◆ Records to use
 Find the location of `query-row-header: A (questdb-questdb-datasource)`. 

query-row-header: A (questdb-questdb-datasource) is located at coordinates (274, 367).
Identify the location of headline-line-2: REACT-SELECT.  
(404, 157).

---

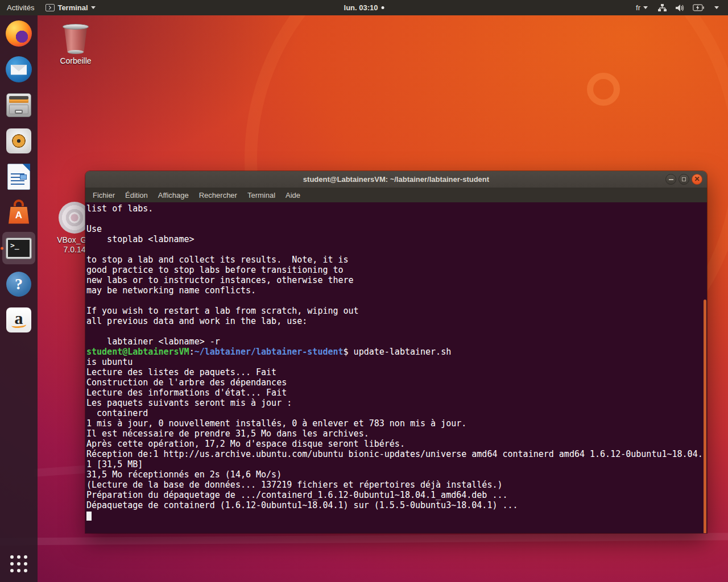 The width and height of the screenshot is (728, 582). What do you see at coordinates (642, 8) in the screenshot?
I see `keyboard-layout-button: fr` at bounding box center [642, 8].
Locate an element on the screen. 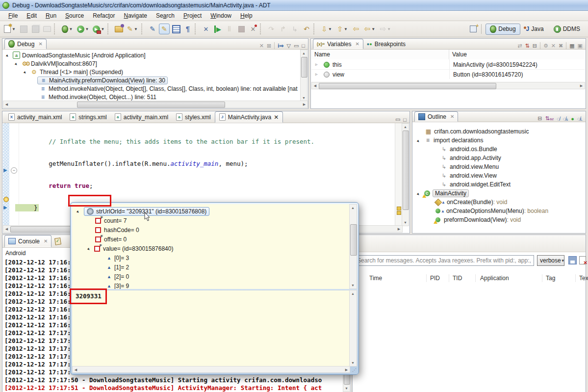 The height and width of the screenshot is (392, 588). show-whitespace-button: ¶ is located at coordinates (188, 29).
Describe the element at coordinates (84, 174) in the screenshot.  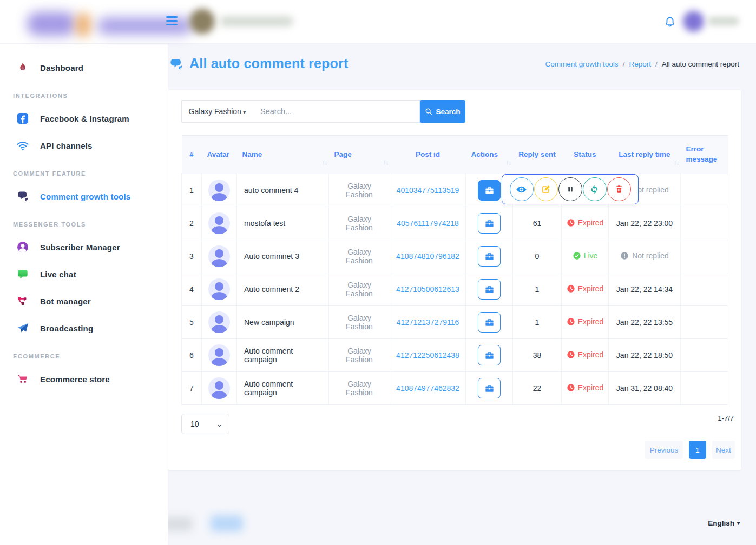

...

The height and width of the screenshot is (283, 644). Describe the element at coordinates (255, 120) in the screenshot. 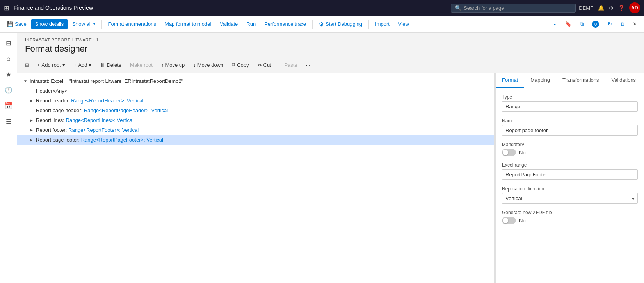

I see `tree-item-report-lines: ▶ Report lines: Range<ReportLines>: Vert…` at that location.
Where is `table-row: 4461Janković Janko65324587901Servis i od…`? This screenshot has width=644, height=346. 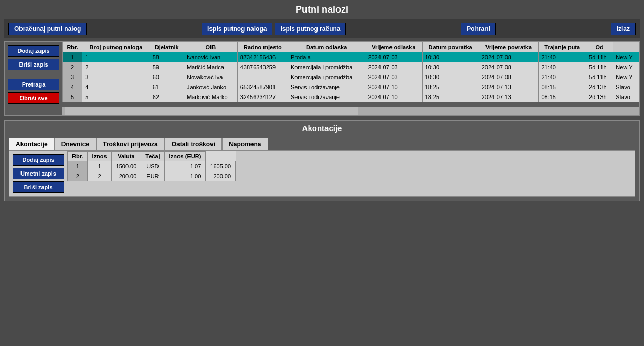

◆ What is required
Transcribe exactly the lines above, beginning at the one with "The height and width of the screenshot is (283, 644)." and going up to and including the one with "has width=644, height=346.". Pictures do not belong in the copy.

◆ Answer space
The height and width of the screenshot is (283, 644). Describe the element at coordinates (255, 120) in the screenshot. 

I see `tree-item-report-lines: ▶ Report lines: Range<ReportLines>: Vert…` at that location.
Where is `table-row: 4461Janković Janko65324587901Servis i od…`? This screenshot has width=644, height=346. 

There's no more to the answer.